General Discussion
In reply to the discussion: If you ever voted for a Green Party candidate, or worse, donated to one.... [View all]DanTex
(20,709 posts)Here's the thing, and there's no getting around it. For anyone who cares at all about progressive policies, supporting the Green party is one of the dumbest things they could possibly do. The only thing dumber would be actually supporting the GOP. But it's still pretty damned stupid.
And it looks like you agree with me on that. But you want to leave this essential fact out of the discussion. This is like trying to talk to people about eating poison without reference to the fact that poison will kill them. Sure, you could try saying things like "maybe a hamburger would taste good" or "are you sure you're hungry right now?", but the fact that poison kills you, like the fact that Greens do nothing but help Republicans, is at the very heart of the matter.

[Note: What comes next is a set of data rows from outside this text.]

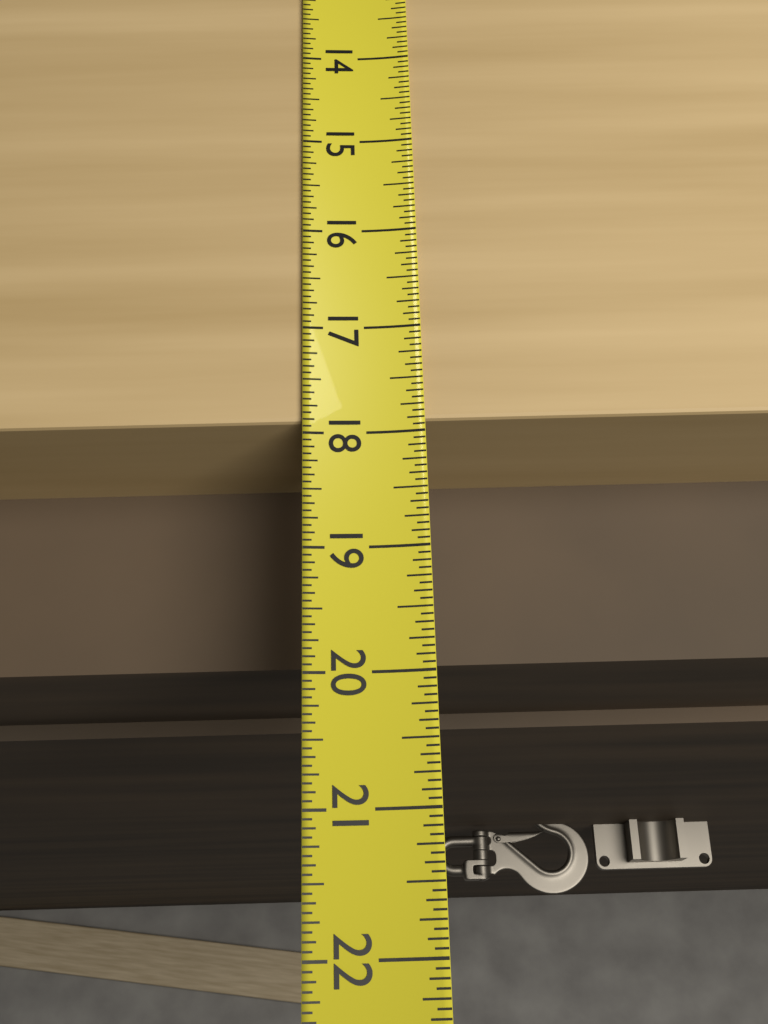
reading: 17.8750 (no unit)
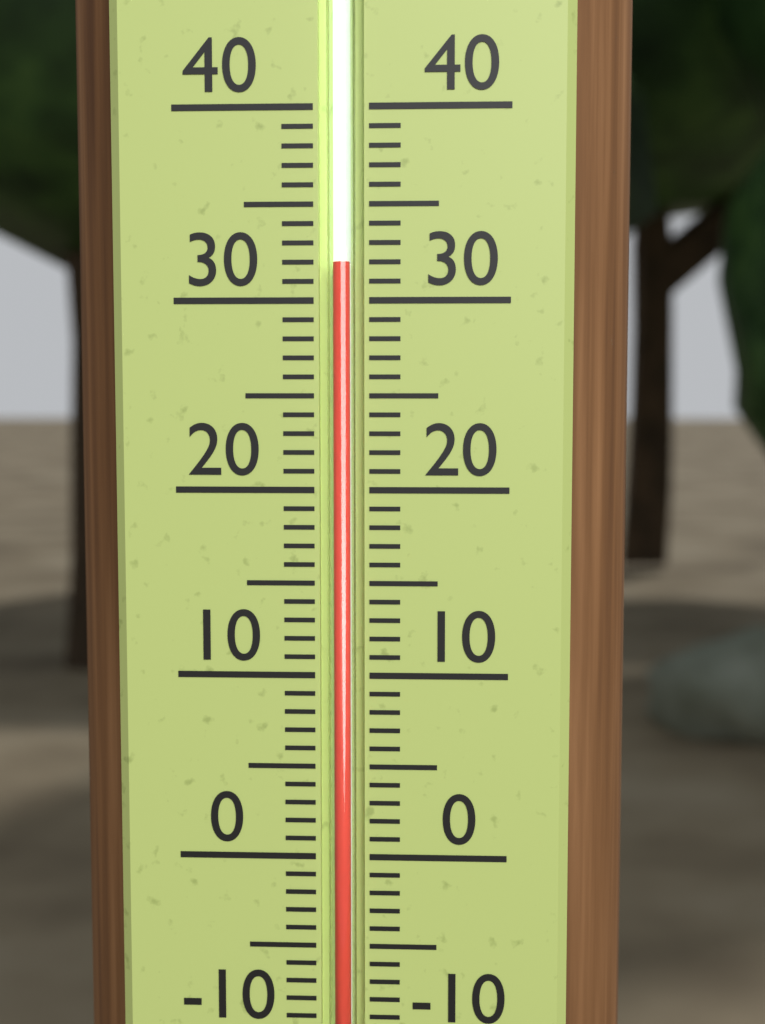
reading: 32 (no unit)
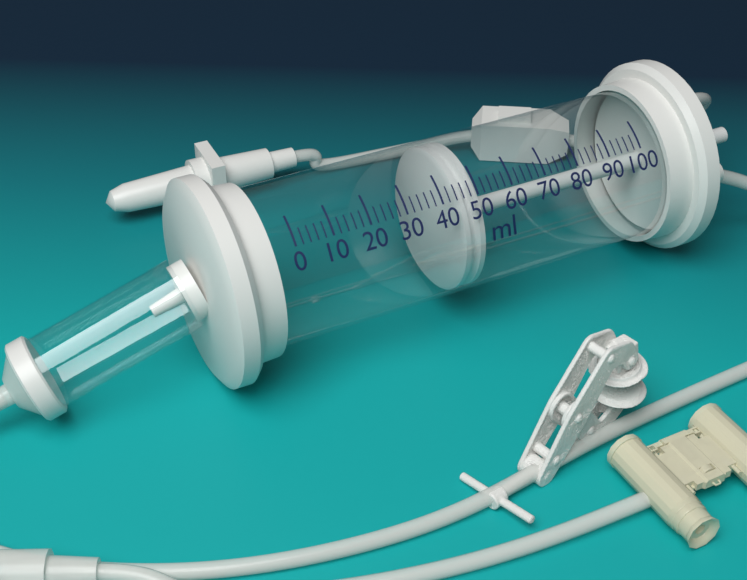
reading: 44 ml
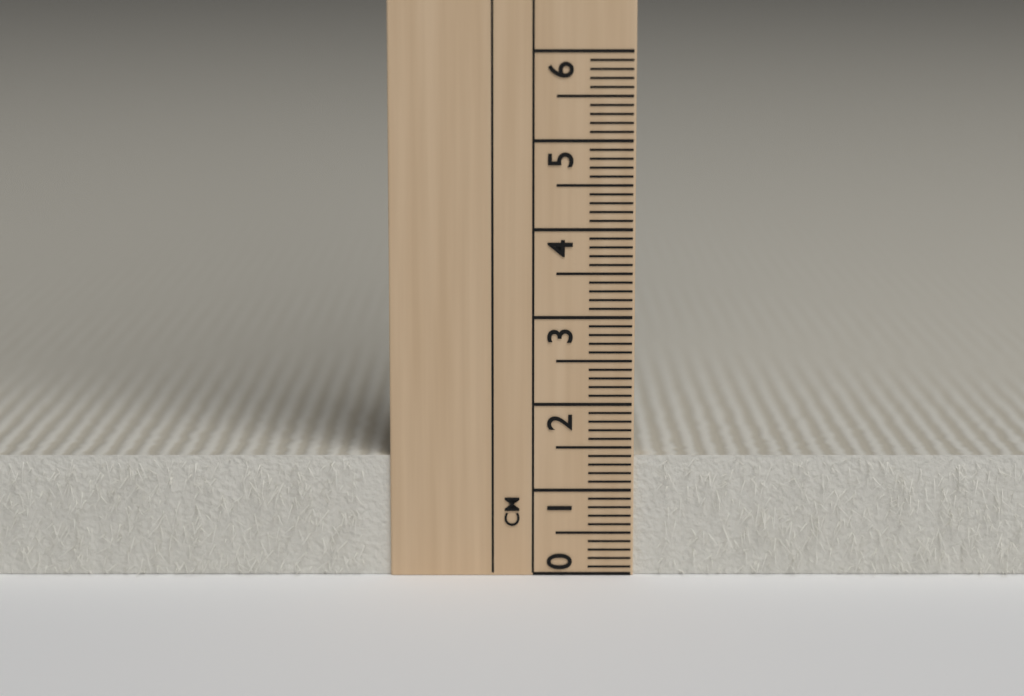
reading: 1.4 cm
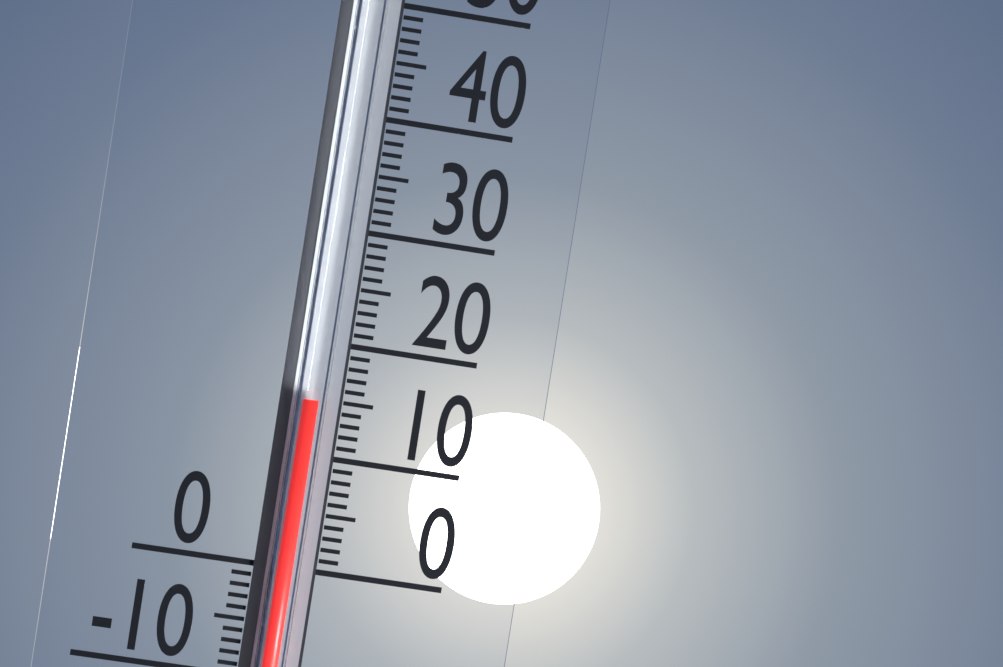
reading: 15 (no unit)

The Green Party would not exist, at the national level, unless it were possible to convince some gullible people that the difference between 15 and 12 is equal to the difference between 15 and zero. You and others might be right that attacking people who are this mathematically challenged isn't the best way to change their minds. But do you really think that changing the numbers around is going to make a difference in the land where (15-12)=(15-0)?
A lot of people who end up voting Green, or not voting, are young people who like the idea of "sticking it to the system, dude." Yes, it's tricky to reach people like that, but then again it's tricky to reach all kinds of irrational voters, Trump voters included. But I have serious doubts that shifting the platform left will make much if any difference. After all, the Dems have been moving left since 2000, and they moved the platform left in 2016, and that didn't stop Jill Stein and Susan Sarandon and the rest of them from saying that Clinton was worse than Trump.
The Greens, having no hope of winning, can propose any kind of fantasy and than attack the Dems for not matching them. Remember Stein's "forgive college debt with quantitative easing, which is a magic trick" thing? It's impossible for a serious Democratic candidate to propose something like that, not because they aren't "progressive" enough, but because that's just idiotic. So it will always be possible for the Greens to be to the "left" of the Dems, and accuse the Dems of being corporate sellouts for not supporting whatever impossibly dumb thing they come up with. That's their game.
I say confront the Greens with the truth, instead.